Steve MacFeely presented groundbreaking UNCTAD report, the first to show how progress toward attaining the SDGs can be measured.

Steve MacFeely, Head of the Statistics and Information Branch of UNCTAD, presented a groundbreaking statistical report at UNCTAD 14 which, perhaps for the first time, tries to show how progress toward attaining the Sustainable Development Goals can be measured.

After all, if the 17 Goals can't be measured, how will the world know if we have met them?

Q: Tell us about this report?

A: This is the first United Nations report on the measurement of the Sustainable Development Goals. It's a fully online report, and it covers all the Goals and a selection of the targets [under each Goal] that are relevant to UNCTAD.

It's probably the first of its kind in that not only do we provide analysis and infographics, we've also set up a system whereby the readers can download all of the data we use. So it is very transparent, so even if the reader doesn't like our analysis, they can still use the data.

Q: Who is that reader? Who would use this report?

A: We hope a lot of people will use it because to achieve the Sustainable Development Goals, governments have to work with international organizations, with NGOs, and large investment partners. Major decision-makers, private and public, will find something really interesting in the report.

Q: In the report you measure things like "prosperity" but also more abstract notions like "peace". How did you do this?

A: Prosperity is probably the easiest to measure -- it is based on well-established economic and statistical concepts. A lot of the measures are things like GDP, GDP to debt ratios, GDP per capita, employment, unemployment; these are well-understood concepts. But measuring something like peace or partnerships is a much more difficult thing to do.

The approach that we took for peace was almost to invert it and measure the absence of peace. So we looked at the number of refugees, the growth in refugees, the growth in displaced persons.

We also looked at the trade angle so we looked at the trade in small arms, how many arms have been traded, who is trading them, and the we looked at how transparent are those countries about their trade. For example, if you look at the transparency index, you can see that Germany is quite transparent about who it trades arms with and why. Other countries, for example in the Middle East, are much less transparent.

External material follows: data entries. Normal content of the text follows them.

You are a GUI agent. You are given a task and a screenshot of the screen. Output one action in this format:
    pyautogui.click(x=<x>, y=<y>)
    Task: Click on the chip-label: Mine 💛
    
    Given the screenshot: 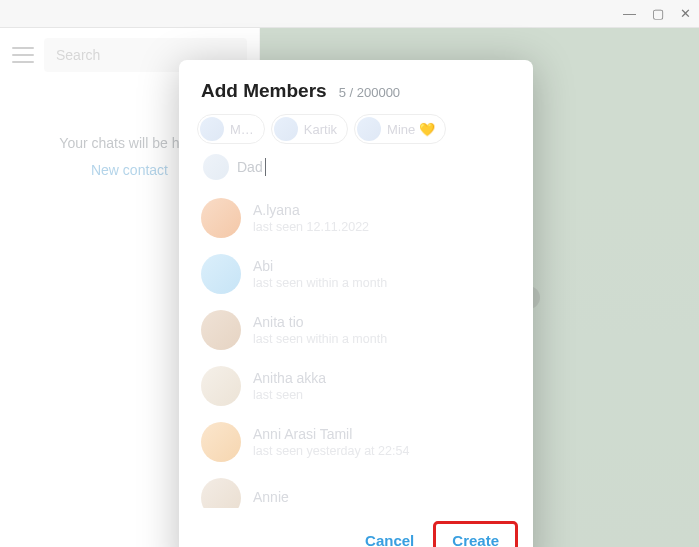 What is the action you would take?
    pyautogui.click(x=411, y=130)
    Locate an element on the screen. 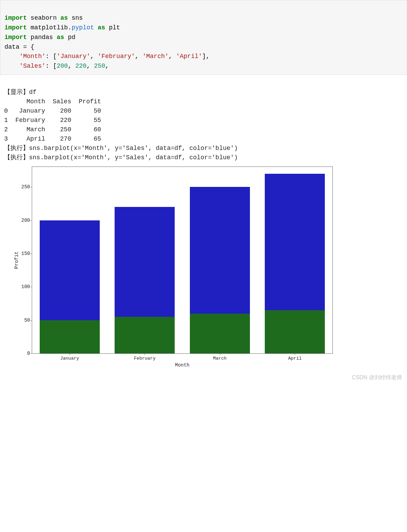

To measure partnerships was very challenging because you are dealing with things like policy coherence and "policy space" -- it was very hard to put numbers on those. In the report we tried to find metrics that would at least allow the reader to understand why it is important.

Q: What is UNCTAD's advantage in this work?

A: We have a number. Firstly, we have a very good statistical branch, and UNCTAD has a long history of policy analysis, and often quite daring policy analysis. So we think we have pushed the statistics as far as we could.

On top of that, as far as we could, we tried to look at angles like Least Developed Countries, landlocked developing countries, small island developing states, which are often overlooked in the broader SDG story.

Where we could, we tried to reconfigure the data into UNCTAD regions, into UNCTAD groups to give it a more balanced approach. This means developing countries will find what we have to say very, very interesting, not just developed countries.